As Bishop in the Diocese of North Carolina, Curry instituted a network of canons, deacons and youth ministry professionals. He refocused the Diocese on The Episcopal Church’s Millennium Development Goals through a $400,000 campaign to buy malaria nets that saved over 100,000 lives.
Presiding Bishop Curry has served on the boards of a large number of organizations, including the Task Force for Reimagining The Episcopal Church (TREC) and as Chair and now Honorary Chair of Episcopal Relief & Development. He was a member of the Commission on Ministry in each of the three dioceses where he has served.
He has furthered his education with continued study at the College of Preachers, Princeton Theological Seminary, Wake Forest University, the Ecumenical Institute at St. Mary’s Seminary, and the Institute of Christian Jewish Studies. He has received honorary degrees from Episcopal Divinity School, Sewanee: The University of the South, Virginia Theological Seminary, and Yale University.
According to his official biography on the website of the Episcopal Church, Rev. Curry’s ministry has been marked by social activism, reconciliation, and his advocacy for immigrants and marriage equality.
He founded ecumenical summer day camps for children, preaching missions, and the Absalom Jones Episcopal Center for Racial Healing. He advocated for the creation of networks of family daycare providers and educational centers and the raising of millions of dollars of investment in inner-city neighborhoods.
In August 2020, Presiding Bishop Curry joined leaders of other denominations in signing a friend of the court brief in support of the City of Philadelphia in Fulton v. Philadelphia, now before the United States Supreme Court, affirming the commitment of the Episcopal Church to equal protection of the law and the protection of LGBTQ individuals.
ACHIEVEMENTS WE’LL REMEMBER
Bishop Michael Curry has received honorary degrees from Episcopal Divinity School, Sewanee: The University of the South, Virginia Theological Seminary, and Yale University.
He is the author of five books including his autobiographical Songs my Grandma Sang.
Bishop Curry was appointed a serving brother of the Order of St.
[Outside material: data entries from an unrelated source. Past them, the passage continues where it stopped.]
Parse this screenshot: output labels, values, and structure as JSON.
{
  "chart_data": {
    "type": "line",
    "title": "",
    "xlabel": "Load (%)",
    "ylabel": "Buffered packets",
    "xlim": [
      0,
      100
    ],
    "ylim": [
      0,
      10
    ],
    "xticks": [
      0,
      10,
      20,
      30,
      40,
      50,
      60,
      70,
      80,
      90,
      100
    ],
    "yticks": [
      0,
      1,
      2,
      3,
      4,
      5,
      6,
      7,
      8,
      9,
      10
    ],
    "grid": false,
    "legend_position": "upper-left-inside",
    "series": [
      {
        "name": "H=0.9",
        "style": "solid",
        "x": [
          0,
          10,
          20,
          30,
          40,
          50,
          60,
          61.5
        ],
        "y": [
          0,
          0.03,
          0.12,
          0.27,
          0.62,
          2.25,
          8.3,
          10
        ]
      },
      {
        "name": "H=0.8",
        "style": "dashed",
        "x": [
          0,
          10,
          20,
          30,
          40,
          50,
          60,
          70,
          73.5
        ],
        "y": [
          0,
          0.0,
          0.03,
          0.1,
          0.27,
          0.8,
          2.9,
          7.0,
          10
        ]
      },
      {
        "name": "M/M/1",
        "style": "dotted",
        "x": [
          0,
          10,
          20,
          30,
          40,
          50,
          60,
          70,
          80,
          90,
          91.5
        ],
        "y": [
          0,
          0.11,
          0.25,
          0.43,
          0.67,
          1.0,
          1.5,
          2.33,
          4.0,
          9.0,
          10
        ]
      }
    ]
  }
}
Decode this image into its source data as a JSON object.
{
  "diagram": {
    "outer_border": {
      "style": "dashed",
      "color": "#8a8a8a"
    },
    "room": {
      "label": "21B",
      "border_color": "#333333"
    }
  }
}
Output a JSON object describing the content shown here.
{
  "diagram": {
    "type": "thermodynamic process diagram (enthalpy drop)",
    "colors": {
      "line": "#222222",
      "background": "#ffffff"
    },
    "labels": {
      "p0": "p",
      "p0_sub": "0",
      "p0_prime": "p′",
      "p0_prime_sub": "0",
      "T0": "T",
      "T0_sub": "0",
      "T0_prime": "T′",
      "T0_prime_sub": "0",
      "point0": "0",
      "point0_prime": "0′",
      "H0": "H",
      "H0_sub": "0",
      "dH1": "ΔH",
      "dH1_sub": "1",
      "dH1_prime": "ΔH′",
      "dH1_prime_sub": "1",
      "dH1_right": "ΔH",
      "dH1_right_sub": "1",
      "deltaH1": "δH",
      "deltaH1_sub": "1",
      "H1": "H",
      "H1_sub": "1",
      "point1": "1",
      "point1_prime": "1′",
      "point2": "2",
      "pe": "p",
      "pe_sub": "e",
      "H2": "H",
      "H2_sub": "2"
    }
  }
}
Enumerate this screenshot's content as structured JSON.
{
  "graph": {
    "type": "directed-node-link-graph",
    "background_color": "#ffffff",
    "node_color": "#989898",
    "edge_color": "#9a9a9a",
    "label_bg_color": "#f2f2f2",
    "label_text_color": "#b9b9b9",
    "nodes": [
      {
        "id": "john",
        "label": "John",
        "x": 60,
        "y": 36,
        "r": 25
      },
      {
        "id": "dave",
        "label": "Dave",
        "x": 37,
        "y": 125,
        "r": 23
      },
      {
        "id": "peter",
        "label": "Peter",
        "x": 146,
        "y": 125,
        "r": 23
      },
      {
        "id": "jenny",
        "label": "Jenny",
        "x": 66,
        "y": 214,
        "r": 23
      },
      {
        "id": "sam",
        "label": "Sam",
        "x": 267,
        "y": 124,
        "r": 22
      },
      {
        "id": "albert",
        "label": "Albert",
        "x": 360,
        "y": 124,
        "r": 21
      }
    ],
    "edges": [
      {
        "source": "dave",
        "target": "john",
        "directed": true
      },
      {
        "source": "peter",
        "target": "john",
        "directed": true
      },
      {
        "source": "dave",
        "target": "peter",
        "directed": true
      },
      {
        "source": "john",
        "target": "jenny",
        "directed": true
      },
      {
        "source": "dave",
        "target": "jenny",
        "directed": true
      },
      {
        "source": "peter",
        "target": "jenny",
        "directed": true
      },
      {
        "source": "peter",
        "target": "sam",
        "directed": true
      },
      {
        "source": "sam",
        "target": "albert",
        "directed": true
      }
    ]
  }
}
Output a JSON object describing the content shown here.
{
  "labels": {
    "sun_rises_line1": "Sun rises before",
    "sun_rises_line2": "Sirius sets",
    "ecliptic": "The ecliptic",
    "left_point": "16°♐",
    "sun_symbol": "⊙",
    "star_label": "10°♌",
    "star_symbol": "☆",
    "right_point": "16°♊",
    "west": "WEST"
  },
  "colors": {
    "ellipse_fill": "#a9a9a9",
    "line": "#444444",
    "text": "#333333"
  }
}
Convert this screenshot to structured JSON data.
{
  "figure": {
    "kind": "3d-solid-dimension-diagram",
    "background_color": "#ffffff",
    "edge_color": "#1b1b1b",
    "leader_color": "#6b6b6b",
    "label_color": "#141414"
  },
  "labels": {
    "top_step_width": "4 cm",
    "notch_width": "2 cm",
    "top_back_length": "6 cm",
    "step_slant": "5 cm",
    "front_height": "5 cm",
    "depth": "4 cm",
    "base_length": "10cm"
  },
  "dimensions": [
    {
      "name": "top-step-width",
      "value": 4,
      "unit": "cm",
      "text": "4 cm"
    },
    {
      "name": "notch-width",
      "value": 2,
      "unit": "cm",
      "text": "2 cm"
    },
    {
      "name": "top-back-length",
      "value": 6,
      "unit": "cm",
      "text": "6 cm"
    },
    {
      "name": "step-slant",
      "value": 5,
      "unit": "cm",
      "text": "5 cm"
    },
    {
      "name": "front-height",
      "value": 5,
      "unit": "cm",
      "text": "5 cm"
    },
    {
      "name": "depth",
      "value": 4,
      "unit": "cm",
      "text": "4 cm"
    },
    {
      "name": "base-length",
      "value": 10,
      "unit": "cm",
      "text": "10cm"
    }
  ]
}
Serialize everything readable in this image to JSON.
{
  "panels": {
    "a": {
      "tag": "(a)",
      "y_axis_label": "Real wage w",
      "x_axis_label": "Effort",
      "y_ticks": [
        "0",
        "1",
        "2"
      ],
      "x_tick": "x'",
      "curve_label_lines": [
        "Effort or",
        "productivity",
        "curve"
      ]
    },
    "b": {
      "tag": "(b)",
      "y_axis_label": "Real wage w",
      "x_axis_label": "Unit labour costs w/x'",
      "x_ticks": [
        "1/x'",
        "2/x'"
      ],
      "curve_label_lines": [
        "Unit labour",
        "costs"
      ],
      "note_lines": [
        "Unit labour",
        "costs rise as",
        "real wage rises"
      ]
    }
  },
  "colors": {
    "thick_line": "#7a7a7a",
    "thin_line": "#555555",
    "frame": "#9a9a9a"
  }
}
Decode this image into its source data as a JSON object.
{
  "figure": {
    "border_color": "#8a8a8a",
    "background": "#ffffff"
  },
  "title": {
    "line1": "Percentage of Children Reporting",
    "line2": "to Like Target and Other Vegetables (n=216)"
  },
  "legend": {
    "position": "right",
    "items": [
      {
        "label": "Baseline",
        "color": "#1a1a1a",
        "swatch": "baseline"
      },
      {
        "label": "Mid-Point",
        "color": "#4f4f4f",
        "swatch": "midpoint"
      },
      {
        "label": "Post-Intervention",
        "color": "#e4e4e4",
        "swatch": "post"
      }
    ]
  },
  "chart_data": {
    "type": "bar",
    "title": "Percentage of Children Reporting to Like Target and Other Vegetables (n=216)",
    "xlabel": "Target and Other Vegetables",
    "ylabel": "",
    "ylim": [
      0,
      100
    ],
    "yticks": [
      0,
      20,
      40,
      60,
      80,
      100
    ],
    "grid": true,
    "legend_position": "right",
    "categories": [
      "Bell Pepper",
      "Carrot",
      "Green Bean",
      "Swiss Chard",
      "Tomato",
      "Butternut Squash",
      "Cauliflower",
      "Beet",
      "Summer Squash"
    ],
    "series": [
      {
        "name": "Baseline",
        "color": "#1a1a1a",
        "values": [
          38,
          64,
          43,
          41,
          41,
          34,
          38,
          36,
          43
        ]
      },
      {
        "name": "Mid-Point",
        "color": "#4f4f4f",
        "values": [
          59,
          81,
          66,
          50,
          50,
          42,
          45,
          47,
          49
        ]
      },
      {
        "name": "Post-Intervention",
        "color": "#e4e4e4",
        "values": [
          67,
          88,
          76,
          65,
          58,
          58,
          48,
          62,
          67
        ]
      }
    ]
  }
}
John by Queen Elizabeth II on July 25, 2015.
In November 2015, he was installed as the first African American primate of the Episcopal Church.
On May 19, 2018, he delivered a sermon at the wedding of Prince Harry and Meghan Markle.
On September 1, 2018, Bishop Curry served as the officiant for the state funeral of Senator John McCain.
On December 5, 2018, he presided over the funeral service for President George H.W. Bush.
THE RELIGION HE LEADS
Following the American Revolution, American members of the Anglican Church broke away from the Church of England and formed the Episcopal Church, based on the same theology but no longer under the direct control of the King and the Archbishop of Canterbury.
The Episcopal Church is part of the Anglican Communion, which describes itself as “Protestant yet Catholic,” and “deeply grounded in the Early Church and the traditions and beliefs which have grown with Christianity from its beginnings, just like the Roman Catholic or Eastern Orthodox churches.”
In 2019, the Episcopal Church had some 1.7 million baptized members, representing 1.2 percent of the adult population of the United States.
The Church opposes the death penalty, has been a stalwart proponent of civil rights, and in 2015, the General Convention passed resolutions permitting the blessing of same-sex marriages.